May 2, 2024

The Department of Health said adolescents aged 10 to 19 years old are prone to vaccine-preventable diseases (VPDs), especially if they have not received booster shots.

There are vaccines with waning protection through the years when school-age or adolescent age is reached like diphtheria, pertussis, and tetanus. That’s why there should be boosters at least every five years,” said Dr. Janis Asuncion Bunoan-Macazo, medical officer of the DOH Child, Adolescent and Maternal Health Division, Disease Prevention and Control Bureau.

She said a child must receive one bacille Calmette-Guerin vaccine for tuberculosis; three doses of Pentavalent vaccine for hepatitis B, diphtheria, pertussis, tetanus, H. influenza B; three doses of oral polio vaccine; two doses of inactivated polio vaccine; three doses of pneumococcal vaccine; and two doses of measles, mumps and rubella vaccine before they reach one year old.

Adolescents must receive booster doses for measles-rubella vaccine, tetanus-diphtheria vaccine, hepatitis A vaccine, hepatitis B vaccine, influenza, and varicella or chicken pox.

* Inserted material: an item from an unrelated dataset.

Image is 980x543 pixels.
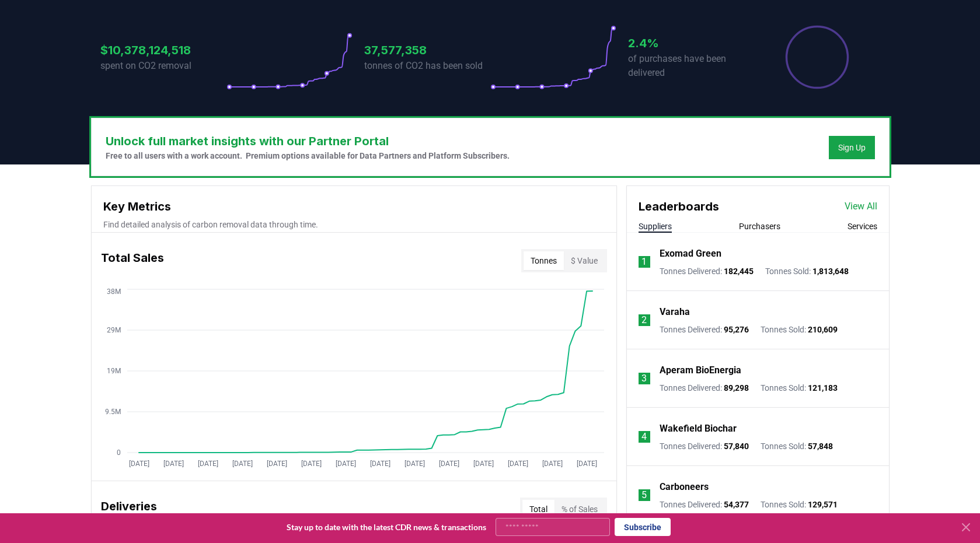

Adolescent girls who are between nine and 14 years old must receive human papillomavirus vaccine as protection against cervical cancer, Bunoan-Macazo said.

To keep all youths from having severe symptoms of Covid-19, they are also recommended to receive primary series of vaccines and booster doses.

According to 2022 data, 13 for every 100 cases of measles cases, 40 in every 100 cases of diphtheria, and 11 in every 100 cases of whooping cough or pertussis and teenagers,” Bunoan-Macazo said.

The DOH offers free vaccines against measles-rubella, tetanus-diphtheria vaccine for grades 1 and 7 students and HPV vaccine for Grade 4 female students at public schools and barangay health centers.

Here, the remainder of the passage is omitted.